It is not every day that an open source developer tool receives recognition from outside its own ecosystem. This week, Eclipse Theia AI was awarded the 2025 CODiE Award for Best Open Source Development Tool, a distinction granted by the Software and Information Industry Association (SIIA). For those unfamiliar, the CODiE Awards are among the longest standing peer-reviewed awards in the software industry, judged by a panel of domain experts, practitioners, analysts and educators. In short, these awards matter because they come from people who actually build, use and assess software.
For the Theia community, this is a meaningful milestone. It confirms something many of us already felt simply by watching adoption: this project is becoming one of the most exciting developments in the open source dev tooling landscape!
What this award represents for Eclipse Theia
AI assisted development has moved rapidly from experimentation to daily reality. Yet much of the tooling available today remains proprietary, opaque or tied to a single vendor. The result is a recurring set of questions for development teams: where does the code go, how is it used, and what mechanisms exist for oversight or customisation.
Theia AI addresses these challenges by providing a fully open and inspectable framework for building AI native IDEs. It is not a monolithic assistant but an extensible layer within the Eclipse Theia platform, with dedicated registries for language model providers, a flexible agent architecture, support for the Model Context Protocol (MCP) and a chat and completion system designed for clarity rather than abstraction. The architectural overview illustrates how each component, from the prompt editor to the agent dispatcher, remains visible, configurable and auditable.
For organisations that need to manage compliance and software supply chains, this openness is a practical requirement. For developers, it offers the reassurance that tools behave predictably and can be adapted rather than endured.
A thriving project shaped by its community
The CODiE recognition is above all a testament to the Theia community. Contributors, maintainers, adopters and tool builders have collectively shaped a platform that continues to grow in both capability and scale. Eclipse Theia now exceeds 21,000 GitHub stars and 2,700 forks, a clear sign of sustained interest and real world usage. By the way, if you want to know more about Theia Adopters, you should read https://www.eclipse.org/topics/ide/articles/the-active-ecosystem-of-eclipse-theia-adopters
If you are a developer and would like to explore the project or even contribute to something meaningful at scale, the source code and issue tracker are openly available on GitHub: https://github.com/eclipse-theia
This growth has also enabled rapid iteration on Theia AI itself. What began with a small set of agents has expanded into a rich ecosystem that includes universal and specialised chat agents, code completion, terminal integration and emerging orchestration capabilities. Theia AI is becoming a reliable reference for how AI can be integrated into professional grade development environments without locking users into rigid assumptions or commercial constraints.
Part of a larger movement in modern developer tooling
Theia AI’s progress is part of a broader shift. Developer expectations today are shaped by the rise of VS Code and the extraordinary dynamism of its extension ecosystem. That growth is increasingly mirrored in open infrastructure. Open VSX, the fully open extension registry hosted by the Eclipse Foundation, is now handling usage levels that reach several hundred million extension downloads per month. https://open-vsx.org
This adoption reflects a clear preference among many organisations: open ecosystems matter. They provide independence, transparent governance and a level of interoperability that proprietary solutions struggle to match. For these same reasons, open and community driven AI tooling is becoming a strategic requirement rather than a niche interest.
Teams that already choose Open VSX over proprietary marketplaces often have similar expectations when evaluating AI tooling: maintaining control over their development stack, understanding how AI components operate and relying on solutions that remain vendor neutral.
See Theia AI in action
The best introduction to Theia AI remains hands-on experience. The Eclipse Theia IDE, including its AI capabilities, can be downloaded from: https://theia-ide.org/
For those who prefer to see it demonstrated, there is also a recent end to end showcase recorded in the lead-up to the Eclipse Foundation’s Open Community Experience (OCX) conference taking place in Brussels in April 2026. The demo in this YouTube video offers a clear overview of the AI capabilities in context, including agents, model integrations and the overall developer workflow.
A shared achievement and a sign of what comes next
Theia AI’s CODiE Award reflects a growing recognition that openness, transparency and community governance are becoming essential in the era of AI assisted development. More than a feature set, Theia AI represents an approach to building tools and IDEs that developers can understand, extend and trust.
Congratulations and thanks go first to the Theia community for making this possible!
The award highlights what this ecosystem has already achieved and signals the opportunity ahead for those building the next generation of developer tools in the open.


▸ **What is required**
Would you write out all of the entries below, exactly as they stand?

▸ **The records**
· · ·

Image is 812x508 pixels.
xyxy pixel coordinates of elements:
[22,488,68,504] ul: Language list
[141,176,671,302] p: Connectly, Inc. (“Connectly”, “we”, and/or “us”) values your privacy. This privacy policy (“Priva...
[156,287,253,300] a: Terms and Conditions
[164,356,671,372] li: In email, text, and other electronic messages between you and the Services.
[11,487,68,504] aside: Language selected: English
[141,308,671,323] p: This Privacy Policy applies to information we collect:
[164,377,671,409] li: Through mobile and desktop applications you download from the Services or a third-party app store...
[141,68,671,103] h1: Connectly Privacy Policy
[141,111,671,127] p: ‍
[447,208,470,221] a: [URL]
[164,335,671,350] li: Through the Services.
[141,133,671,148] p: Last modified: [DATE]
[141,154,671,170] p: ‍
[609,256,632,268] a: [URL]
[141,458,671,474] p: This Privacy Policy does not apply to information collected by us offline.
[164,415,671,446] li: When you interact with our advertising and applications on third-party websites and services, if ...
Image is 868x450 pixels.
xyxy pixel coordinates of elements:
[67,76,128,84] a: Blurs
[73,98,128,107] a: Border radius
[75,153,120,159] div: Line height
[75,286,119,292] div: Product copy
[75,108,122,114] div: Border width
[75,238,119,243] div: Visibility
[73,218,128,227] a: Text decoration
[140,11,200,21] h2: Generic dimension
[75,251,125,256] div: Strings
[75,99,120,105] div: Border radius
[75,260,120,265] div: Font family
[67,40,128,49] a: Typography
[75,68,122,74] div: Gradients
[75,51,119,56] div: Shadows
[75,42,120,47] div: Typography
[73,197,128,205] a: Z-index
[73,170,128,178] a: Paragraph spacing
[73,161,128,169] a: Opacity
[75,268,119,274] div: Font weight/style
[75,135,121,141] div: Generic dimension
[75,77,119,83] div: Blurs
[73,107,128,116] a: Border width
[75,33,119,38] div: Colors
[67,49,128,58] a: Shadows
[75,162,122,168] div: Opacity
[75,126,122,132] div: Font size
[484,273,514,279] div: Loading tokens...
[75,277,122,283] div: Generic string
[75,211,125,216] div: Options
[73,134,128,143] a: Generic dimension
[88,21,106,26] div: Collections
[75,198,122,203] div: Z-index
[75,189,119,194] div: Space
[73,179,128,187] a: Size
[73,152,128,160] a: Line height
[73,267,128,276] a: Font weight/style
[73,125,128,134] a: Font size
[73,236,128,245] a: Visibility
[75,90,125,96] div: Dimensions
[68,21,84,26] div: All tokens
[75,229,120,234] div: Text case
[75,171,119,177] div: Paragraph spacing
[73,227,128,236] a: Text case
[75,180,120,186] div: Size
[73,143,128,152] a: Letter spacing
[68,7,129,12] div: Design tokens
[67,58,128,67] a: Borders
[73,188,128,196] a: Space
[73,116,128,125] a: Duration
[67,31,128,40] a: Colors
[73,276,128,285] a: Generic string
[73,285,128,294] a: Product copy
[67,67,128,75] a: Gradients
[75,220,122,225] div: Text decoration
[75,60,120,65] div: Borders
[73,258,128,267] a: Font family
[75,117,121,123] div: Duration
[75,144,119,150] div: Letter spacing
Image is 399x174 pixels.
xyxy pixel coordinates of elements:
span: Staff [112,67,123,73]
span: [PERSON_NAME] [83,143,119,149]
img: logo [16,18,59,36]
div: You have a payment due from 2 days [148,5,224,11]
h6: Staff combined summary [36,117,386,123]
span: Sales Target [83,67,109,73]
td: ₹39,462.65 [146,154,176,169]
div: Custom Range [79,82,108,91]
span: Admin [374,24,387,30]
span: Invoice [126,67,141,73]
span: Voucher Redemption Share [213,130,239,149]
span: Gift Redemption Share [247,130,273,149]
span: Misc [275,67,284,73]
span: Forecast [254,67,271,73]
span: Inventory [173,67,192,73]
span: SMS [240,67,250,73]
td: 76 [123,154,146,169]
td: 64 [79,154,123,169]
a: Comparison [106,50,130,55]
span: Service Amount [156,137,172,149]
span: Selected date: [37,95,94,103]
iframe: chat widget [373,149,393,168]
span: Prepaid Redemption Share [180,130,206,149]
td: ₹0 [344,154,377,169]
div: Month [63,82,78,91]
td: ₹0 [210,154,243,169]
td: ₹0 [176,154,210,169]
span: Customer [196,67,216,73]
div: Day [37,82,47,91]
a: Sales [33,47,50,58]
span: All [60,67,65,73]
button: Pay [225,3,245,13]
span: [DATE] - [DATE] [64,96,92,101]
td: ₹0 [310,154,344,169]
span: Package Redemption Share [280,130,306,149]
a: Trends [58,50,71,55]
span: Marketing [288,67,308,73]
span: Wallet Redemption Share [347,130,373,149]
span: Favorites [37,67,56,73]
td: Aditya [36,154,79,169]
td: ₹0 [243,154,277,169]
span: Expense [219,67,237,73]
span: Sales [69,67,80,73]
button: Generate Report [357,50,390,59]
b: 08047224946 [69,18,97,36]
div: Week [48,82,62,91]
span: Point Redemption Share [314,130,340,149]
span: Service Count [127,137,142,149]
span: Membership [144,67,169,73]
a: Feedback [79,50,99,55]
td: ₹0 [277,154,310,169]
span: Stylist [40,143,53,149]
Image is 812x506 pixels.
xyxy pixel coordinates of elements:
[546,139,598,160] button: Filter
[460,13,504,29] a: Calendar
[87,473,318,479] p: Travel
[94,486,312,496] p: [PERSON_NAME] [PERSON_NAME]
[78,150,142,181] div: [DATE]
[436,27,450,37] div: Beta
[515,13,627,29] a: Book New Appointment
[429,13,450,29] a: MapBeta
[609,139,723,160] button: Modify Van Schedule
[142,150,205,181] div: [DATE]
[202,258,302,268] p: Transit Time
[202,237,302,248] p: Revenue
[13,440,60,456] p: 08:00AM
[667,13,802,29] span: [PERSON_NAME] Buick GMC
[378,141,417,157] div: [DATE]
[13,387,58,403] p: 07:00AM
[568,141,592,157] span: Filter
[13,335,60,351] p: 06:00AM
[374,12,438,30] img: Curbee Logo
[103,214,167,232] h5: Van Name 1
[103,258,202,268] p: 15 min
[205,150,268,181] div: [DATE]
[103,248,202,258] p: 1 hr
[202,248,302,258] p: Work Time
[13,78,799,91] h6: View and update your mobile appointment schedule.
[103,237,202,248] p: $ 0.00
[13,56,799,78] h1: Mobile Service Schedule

· · ·

▸ **Your solution**
Image is 812x508 pixels.
xyxy pixel coordinates of elements:
[22,488,68,504] ul: Language list
[141,176,671,302] p: Connectly, Inc. (“Connectly”, “we”, and/or “us”) values your privacy. This privacy policy (“Priva...
[156,287,253,300] a: Terms and Conditions
[164,356,671,372] li: In email, text, and other electronic messages between you and the Services.
[11,487,68,504] aside: Language selected: English
[141,308,671,323] p: This Privacy Policy applies to information we collect:
[164,377,671,409] li: Through mobile and desktop applications you download from the Services or a third-party app store...
[141,68,671,103] h1: Connectly Privacy Policy
[141,111,671,127] p: ‍
[447,208,470,221] a: [URL]
[164,335,671,350] li: Through the Services.
[141,133,671,148] p: Last modified: [DATE]
[141,154,671,170] p: ‍
[609,256,632,268] a: [URL]
[141,458,671,474] p: This Privacy Policy does not apply to information collected by us offline.
[164,415,671,446] li: When you interact with our advertising and applications on third-party websites and services, if ...
Image is 868x450 pixels.
xyxy pixel coordinates of elements:
[67,76,128,84] a: Blurs
[73,98,128,107] a: Border radius
[75,153,120,159] div: Line height
[75,286,119,292] div: Product copy
[75,108,122,114] div: Border width
[75,238,119,243] div: Visibility
[73,218,128,227] a: Text decoration
[140,11,200,21] h2: Generic dimension
[75,251,125,256] div: Strings
[75,99,120,105] div: Border radius
[75,260,120,265] div: Font family
[67,40,128,49] a: Typography
[75,68,122,74] div: Gradients
[75,51,119,56] div: Shadows
[75,42,120,47] div: Typography
[73,197,128,205] a: Z-index
[73,170,128,178] a: Paragraph spacing
[73,161,128,169] a: Opacity
[75,268,119,274] div: Font weight/style
[75,135,121,141] div: Generic dimension
[75,77,119,83] div: Blurs
[73,107,128,116] a: Border width
[75,33,119,38] div: Colors
[67,49,128,58] a: Shadows
[75,162,122,168] div: Opacity
[75,126,122,132] div: Font size
[484,273,514,279] div: Loading tokens...
[75,277,122,283] div: Generic string
[75,211,125,216] div: Options
[73,134,128,143] a: Generic dimension
[88,21,106,26] div: Collections
[75,198,122,203] div: Z-index
[75,189,119,194] div: Space
[73,179,128,187] a: Size
[73,152,128,160] a: Line height
[73,267,128,276] a: Font weight/style
[73,125,128,134] a: Font size
[73,236,128,245] a: Visibility
[75,90,125,96] div: Dimensions
[68,21,84,26] div: All tokens
[75,229,120,234] div: Text case
[75,171,119,177] div: Paragraph spacing
[73,227,128,236] a: Text case
[75,180,120,186] div: Size
[73,143,128,152] a: Letter spacing
[68,7,129,12] div: Design tokens
[67,58,128,67] a: Borders
[73,188,128,196] a: Space
[73,116,128,125] a: Duration
[67,31,128,40] a: Colors
[73,276,128,285] a: Generic string
[73,285,128,294] a: Product copy
[67,67,128,75] a: Gradients
[75,220,122,225] div: Text decoration
[75,60,120,65] div: Borders
[73,258,128,267] a: Font family
[75,117,121,123] div: Duration
[75,144,119,150] div: Letter spacing
Image is 399x174 pixels.
xyxy pixel coordinates of elements:
span: Staff [112,67,123,73]
span: [PERSON_NAME] [83,143,119,149]
img: logo [16,18,59,36]
div: You have a payment due from 2 days [148,5,224,11]
h6: Staff combined summary [36,117,386,123]
span: Sales Target [83,67,109,73]
td: ₹39,462.65 [146,154,176,169]
div: Custom Range [79,82,108,91]
span: Admin [374,24,387,30]
span: Invoice [126,67,141,73]
span: Voucher Redemption Share [213,130,239,149]
span: Gift Redemption Share [247,130,273,149]
span: Misc [275,67,284,73]
span: Forecast [254,67,271,73]
span: Inventory [173,67,192,73]
span: SMS [240,67,250,73]
td: 76 [123,154,146,169]
td: 64 [79,154,123,169]
a: Comparison [106,50,130,55]
span: Service Amount [156,137,172,149]
span: Selected date: [37,95,94,103]
iframe: chat widget [373,149,393,168]
span: Prepaid Redemption Share [180,130,206,149]
td: ₹0 [344,154,377,169]
div: Month [63,82,78,91]
td: ₹0 [210,154,243,169]
td: ₹0 [176,154,210,169]
span: Customer [196,67,216,73]
div: Day [37,82,47,91]
a: Sales [33,47,50,58]
span: All [60,67,65,73]
button: Pay [225,3,245,13]
span: [DATE] - [DATE] [64,96,92,101]
td: ₹0 [310,154,344,169]
span: Package Redemption Share [280,130,306,149]
a: Trends [58,50,71,55]
span: Marketing [288,67,308,73]
span: Wallet Redemption Share [347,130,373,149]
span: Favorites [37,67,56,73]
td: Aditya [36,154,79,169]
td: ₹0 [243,154,277,169]
span: Expense [219,67,237,73]
span: Sales [69,67,80,73]
button: Generate Report [357,50,390,59]
b: 08047224946 [69,18,97,36]
div: Week [48,82,62,91]
span: Point Redemption Share [314,130,340,149]
span: Service Count [127,137,142,149]
span: Membership [144,67,169,73]
a: Feedback [79,50,99,55]
td: ₹0 [277,154,310,169]
span: Stylist [40,143,53,149]
Image is 812x506 pixels.
xyxy pixel coordinates of elements:
[546,139,598,160] button: Filter
[460,13,504,29] a: Calendar
[87,473,318,479] p: Travel
[94,486,312,496] p: [PERSON_NAME] [PERSON_NAME]
[78,150,142,181] div: [DATE]
[436,27,450,37] div: Beta
[515,13,627,29] a: Book New Appointment
[429,13,450,29] a: MapBeta
[609,139,723,160] button: Modify Van Schedule
[142,150,205,181] div: [DATE]
[202,258,302,268] p: Transit Time
[202,237,302,248] p: Revenue
[13,440,60,456] p: 08:00AM
[667,13,802,29] span: [PERSON_NAME] Buick GMC
[378,141,417,157] div: [DATE]
[13,387,58,403] p: 07:00AM
[568,141,592,157] span: Filter
[13,335,60,351] p: 06:00AM
[374,12,438,30] img: Curbee Logo
[103,214,167,232] h5: Van Name 1
[103,258,202,268] p: 15 min
[205,150,268,181] div: [DATE]
[103,248,202,258] p: 1 hr
[202,248,302,258] p: Work Time
[13,78,799,91] h6: View and update your mobile appointment schedule.
[103,237,202,248] p: $ 0.00
[13,56,799,78] h1: Mobile Service Schedule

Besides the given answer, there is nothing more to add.